The login flow as a data flow diagram: browser -> HTTPS -> web server -> session check -> database. Each arrow and each box is a potential threat surface. Walk through each STRIDE category against each element:
- Spoofing: can an attacker spoof the user's identity? What stops them? (Password. What if they stole it? Session token. What if they replayed it?)
- Tampering: can the session token be modified? What stops it? (Signature or server-side storage.)
- Repudiation: if the user claims they didn't log in, can the server prove they did? (Audit log with timestamp and IP.)
- Information disclosure: can an attacker read the session token in transit? (TLS. What if the TLS cert is untrusted?)
- Denial of service: can an attacker lock the account or exhaust the login server? (Rate limiting. What if there is none?)
- Elevation of privilege: can the user escalate from "user" to "admin"? (Authorization check on the server, not the client.)
Part 3: Attack trees (20 min)
An attack tree is a tree diagram where the root node is the attacker's goal and the child nodes are the means to reach it. AND nodes require all children to be satisfied; OR nodes require only one.

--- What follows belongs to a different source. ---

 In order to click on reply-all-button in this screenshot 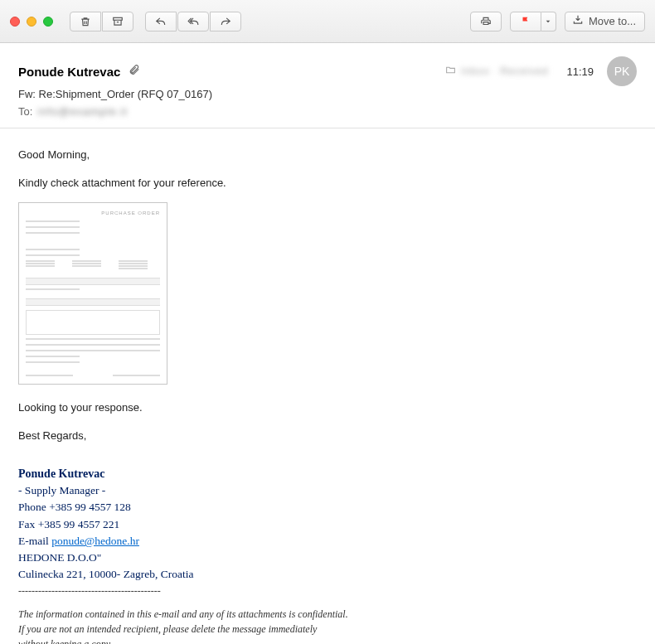, I will do `click(193, 22)`.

Example goal: "Compromise a user account." Top-level OR branches:
- Steal the password (OR: phishing / credential stuffing / keylogger)

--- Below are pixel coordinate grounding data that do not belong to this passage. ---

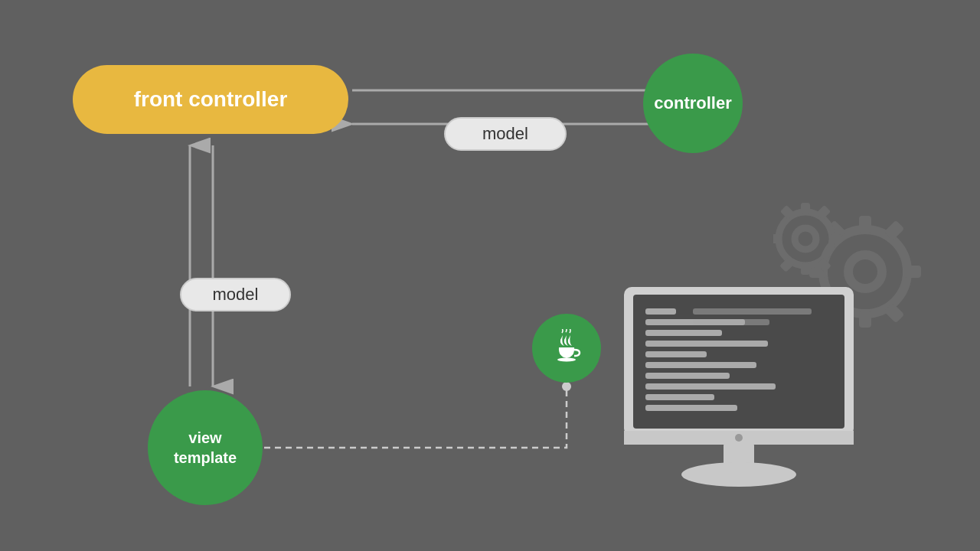  What do you see at coordinates (505, 134) in the screenshot?
I see `model-horizontal-node: model` at bounding box center [505, 134].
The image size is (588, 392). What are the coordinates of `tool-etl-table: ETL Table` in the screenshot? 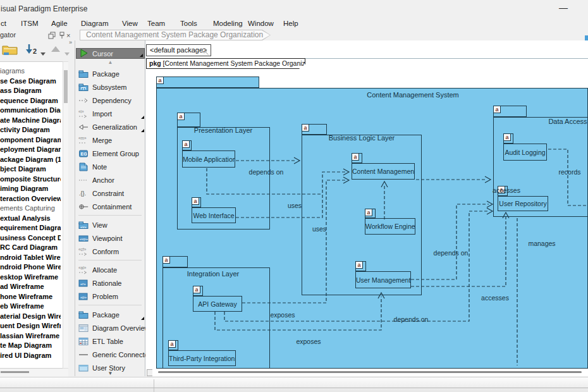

- Steal the session token (OR: network interception / XSS that steals the cookie / server-side session store breach)
- Break the authentication logic (OR: bypass the check / exploit a logic bug in the password-reset flow)
Attack trees help identify paths the designer didn't think about. A system with strong passwords but no rate limiting on password-reset flows has a whole branch of the tree unmitigated.
Part 4: DREAD (historical) (10 min)
DREAD (Damage, Reproducibility, Exploitability, Affected users, Discoverability) is a scoring model Microsoft used alongside STRIDE in the early 2000s and later deprecated. It is worth knowing as historical context because you will encounter it in older papers, blog posts, and some organizations' internal processes.
The problem with DREAD: the five dimensions collapse to a single numeric score that implies false precision. Two analysts looking at the same vulnerability score it differently because the scale (1-10) has no ground truth. Modern alternatives (CVSS v3.1, which you will use in Week 11) break the problem down more carefully. DREAD is acknowledged for completeness; CVSS is the tool SEC-101 teaches.
Lab exercises (~1.5 hr)
Lab 2: STRIDE sketch (graded)
See labs/lab-2-stride-sketch.md for the full lab.
Take the system you chose for Lab 1 and apply the STRIDE mnemonic to it. This is a lighter version of Lab 6 (full threat model with diagram); the goal here is to practice the vocabulary before the full exercise.
Independent practice (~5 hr)
- Reading (1 hr): Read OWASP Juice Shop's "Hacking Instructor" introduction page (if available) OR the project README at github.com/juice-shop/juice-shop. You won't use Juice Shop until Week 6, but reading the README now shows you what a deliberately-vulnerable application looks like from the outside.
- picoCTF spine (3 hr): Continue in General Skills and begin Forensics. Aim for at least 3 challenges. A beginner Forensics challenge like file-type identification or simple steganography is a good target. Document your approach even when you don't solve.
- Reflection (1 hr): Write the prompts below.
Reflection prompts
-
Apply STRIDE to a system you actually use: a smart thermostat, a cloud storage service, a multiplayer game. Which of the six STRIDE categories produces the most threats for your chosen system? Why do you think that particular category dominates?
-
Attack trees map to goals, not vulnerabilities. Pick one node from your STRIDE analysis and expand it into a two-level attack tree: the top node is the attacker's goal; the child nodes are the means to reach it. What does the tree reveal that the STRIDE list alone didn't?
-
The DREAD model collapses to a single score; CVSS v3.1 does not. What is the advantage of keeping the dimensions separate rather than collapsing to one number? What information do you lose when you collapse?
Week 2 of 14. Next: Threat Modeling II (trust boundaries, enforcement vs. existence, workshop).